Not all presidential election models are overfit and data mined. For example, The Economist has constructed a model with the help of Andrew Gelman, a professor of statistics and political science and director of the Applied Statistics Center at Columbia University, and Merlin Heidemanns, a Columbia PhD student. Gelman is a prominent critic of sloppy statistics, including what he calls “the garden of forking paths.”

If you wander through a garden making random choices every time you come to a fork in the road, your final destination will seem almost magical. What are the chances that you would come to this very spot? Yet you had to end up somewhere. If a model that correctly predicted your path had been specified before you started your walk, that would have been amazing. However, identifying your path after you finished your walk is distinctly not amazing.

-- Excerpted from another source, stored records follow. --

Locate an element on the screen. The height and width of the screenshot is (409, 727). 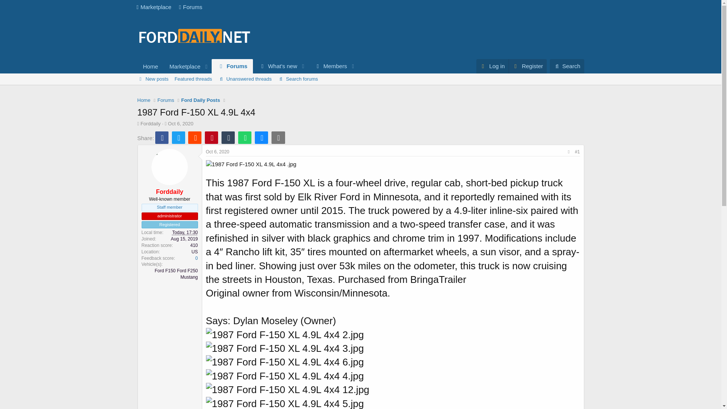
Log in is located at coordinates (285, 335).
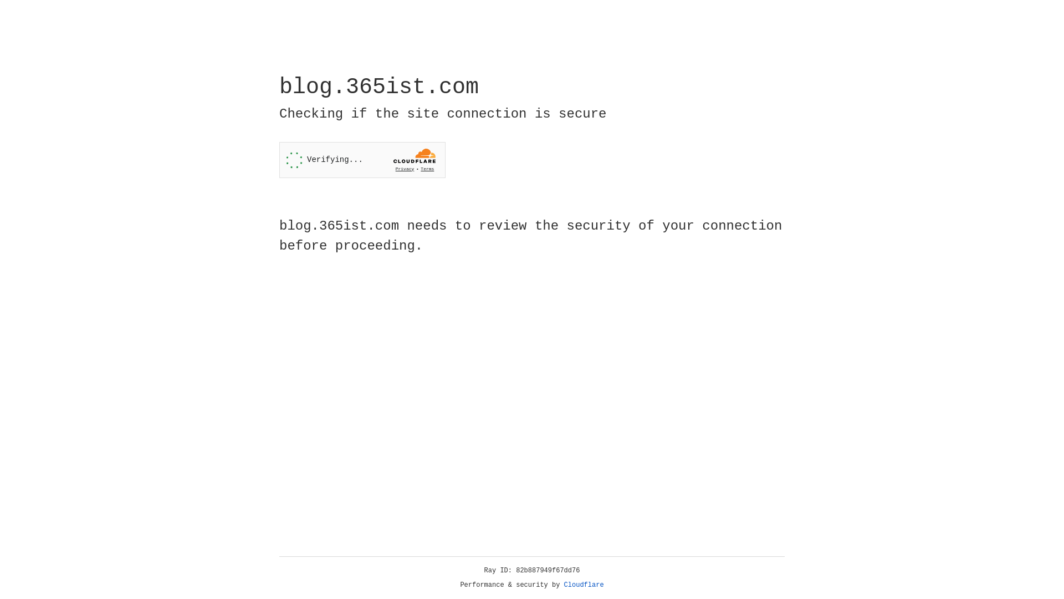  Describe the element at coordinates (363, 160) in the screenshot. I see `Widget containing a Cloudflare security challenge` at that location.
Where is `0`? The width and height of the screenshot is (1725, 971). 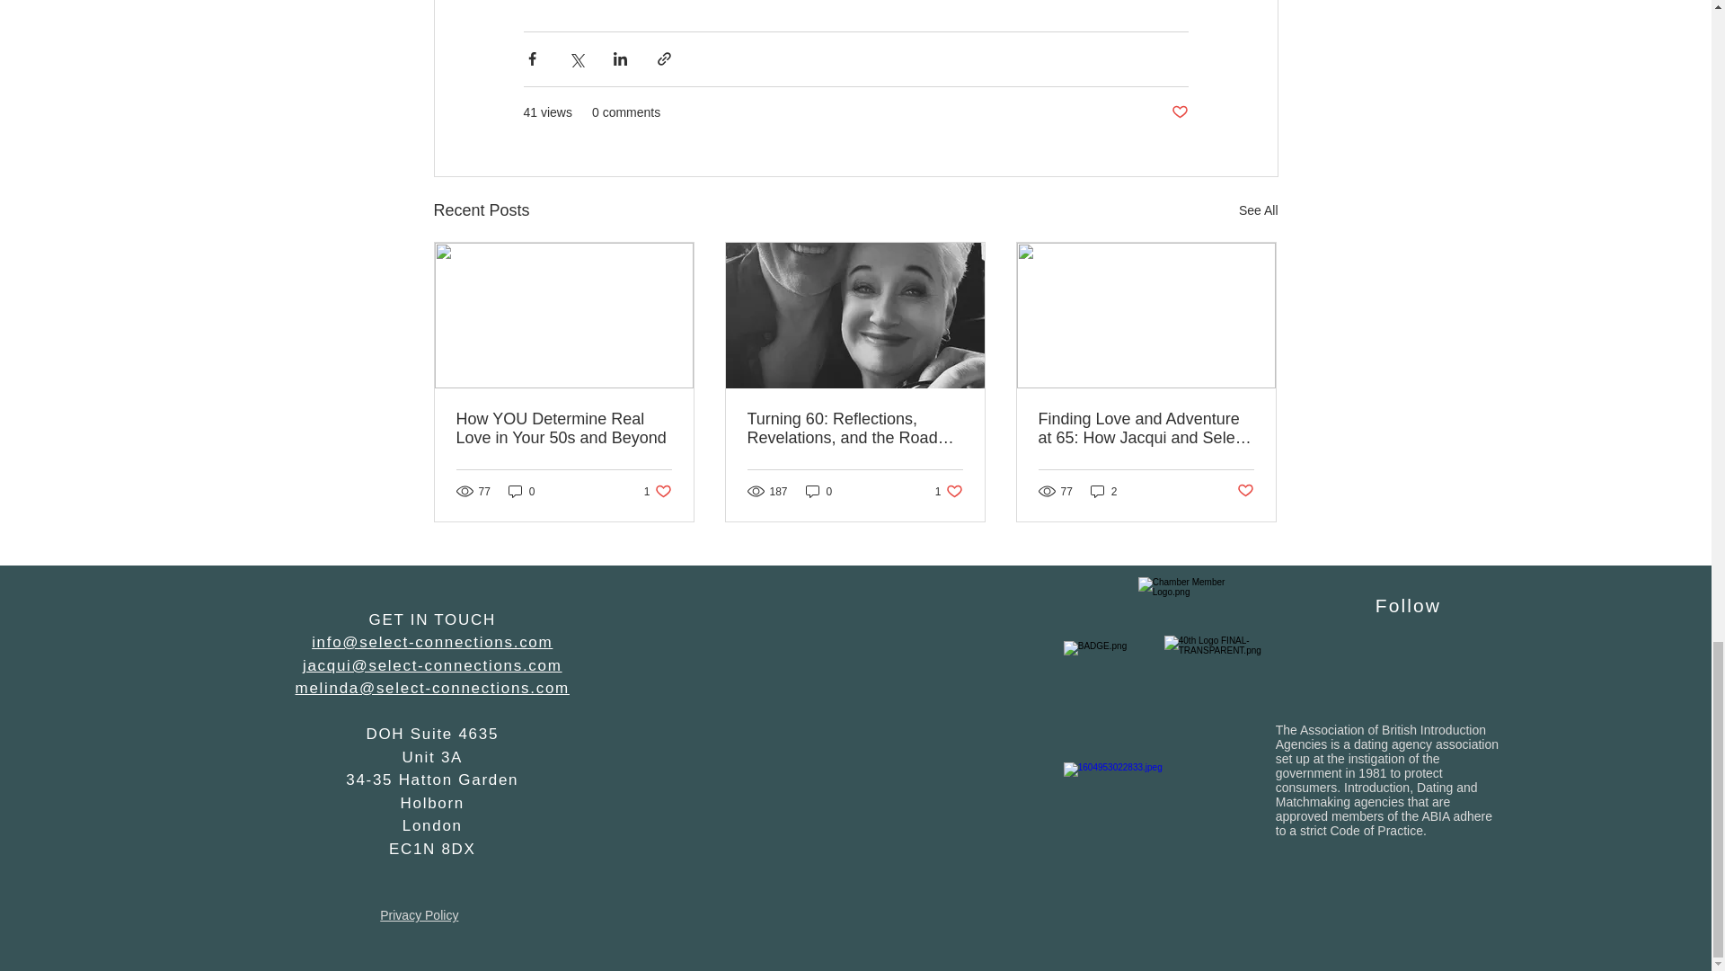 0 is located at coordinates (1246, 491).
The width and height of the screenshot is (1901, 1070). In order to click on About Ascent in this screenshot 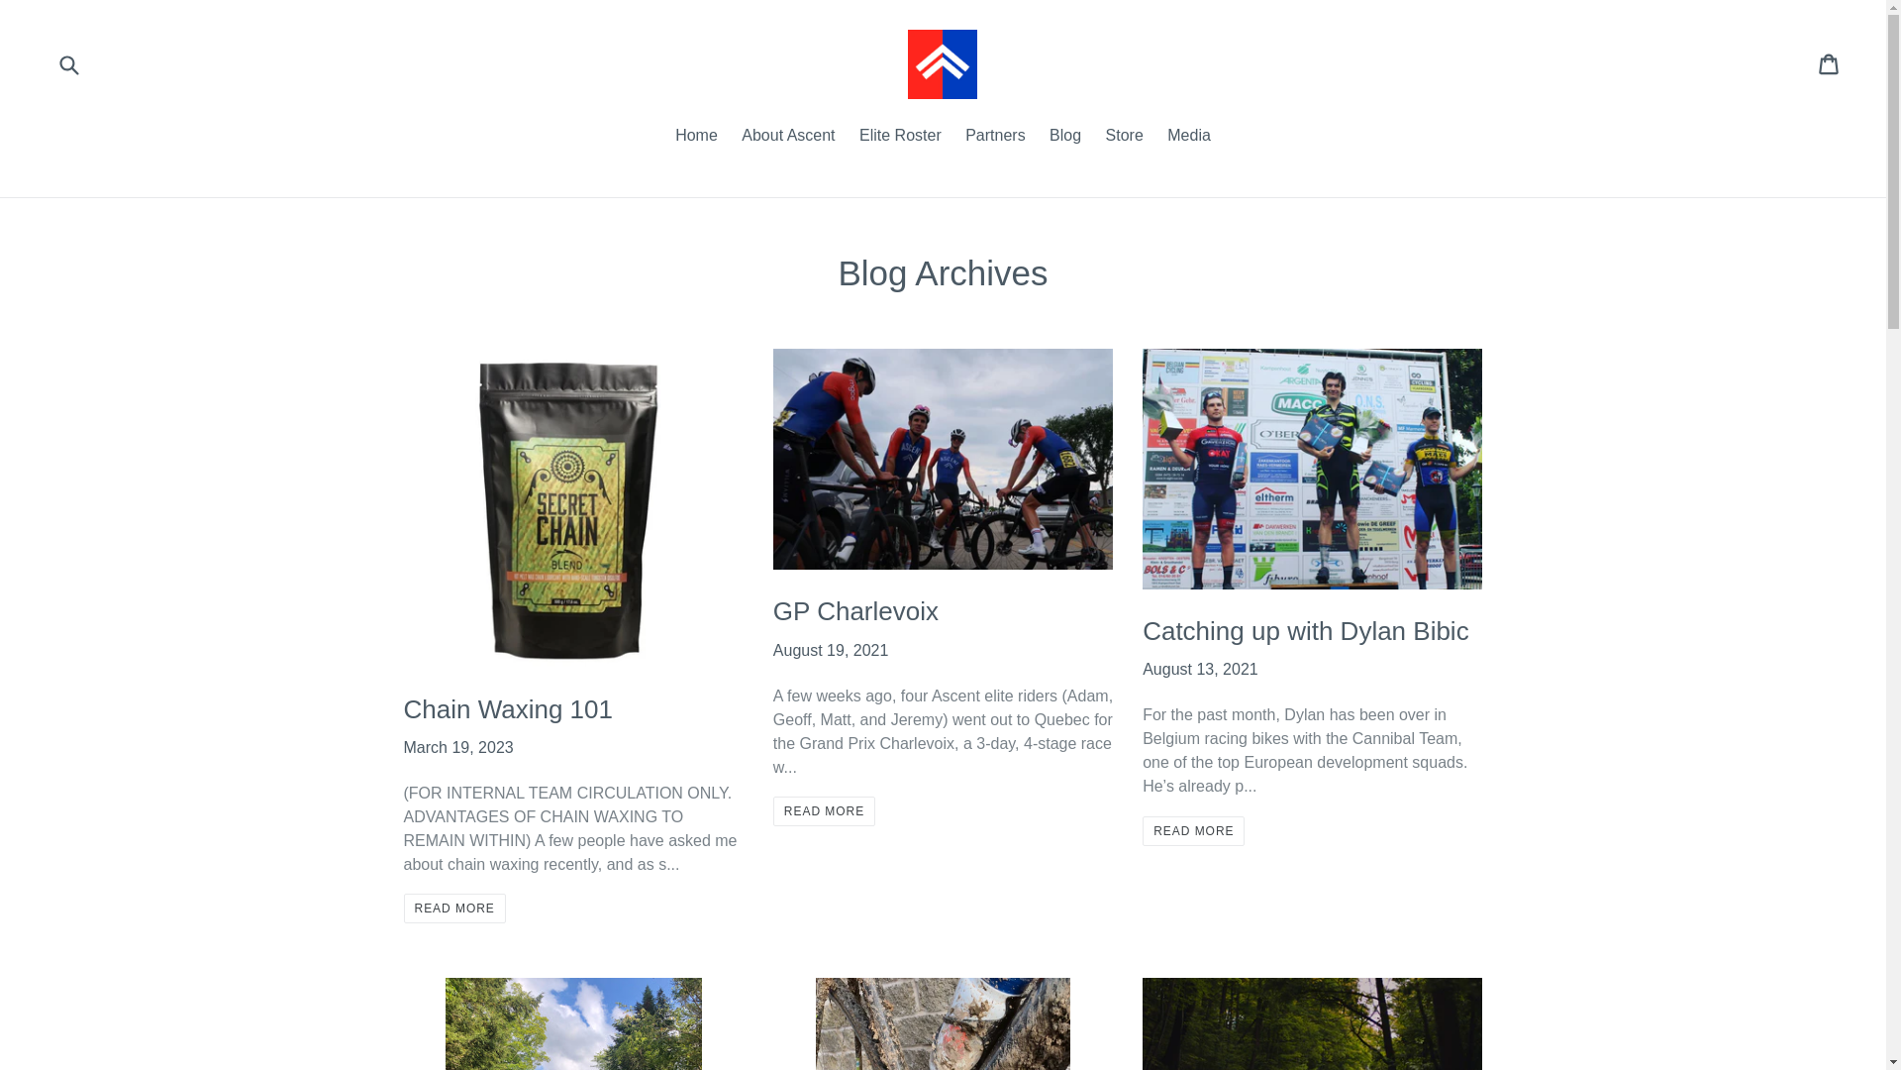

The Economist model is based on sound theory, specifies the variables used, shows the source code used to make the calculations, and updates the predictions daily. It currently gives Biden a 99% chance of winning the popular vote and a 91% chance of winning the electoral vote.

True, the Economist model is based on assumptions, which may well be wrong, but models based on plausible assumptions are generally more reliable than models based solely on past statistical patterns.

Models constructed to fit the past are not reliable predictors of the future. You can seldom see where you are going by looking in a rear-view mirror.


You may also enjoy: Stocks are not a Ponzi scheme and here’s why not: It is not the absence or presence of dividends that determine whether a stock is or is not a Ponzi scheme but the absence or presence of real profits.


Gary N. Smith

Senior Fellow, Walter Bradley Center for Natural and Artificial Intelligence
Gary N. Smith is the Fletcher Jones Professor of Economics at Pomona College. His research on financial markets statistical reasoning, and artificial intelligence, often involves stock market anomalies, statistical fallacies, and the misuse of data have been widely cited. He is the author of dozens of research articles and 16 books, most recently, The Power of Modern Value Investing: Beyond Indexing, Algos, and Alpha, co-authored with Margaret Smith (Palgrave Macmillan, 2023).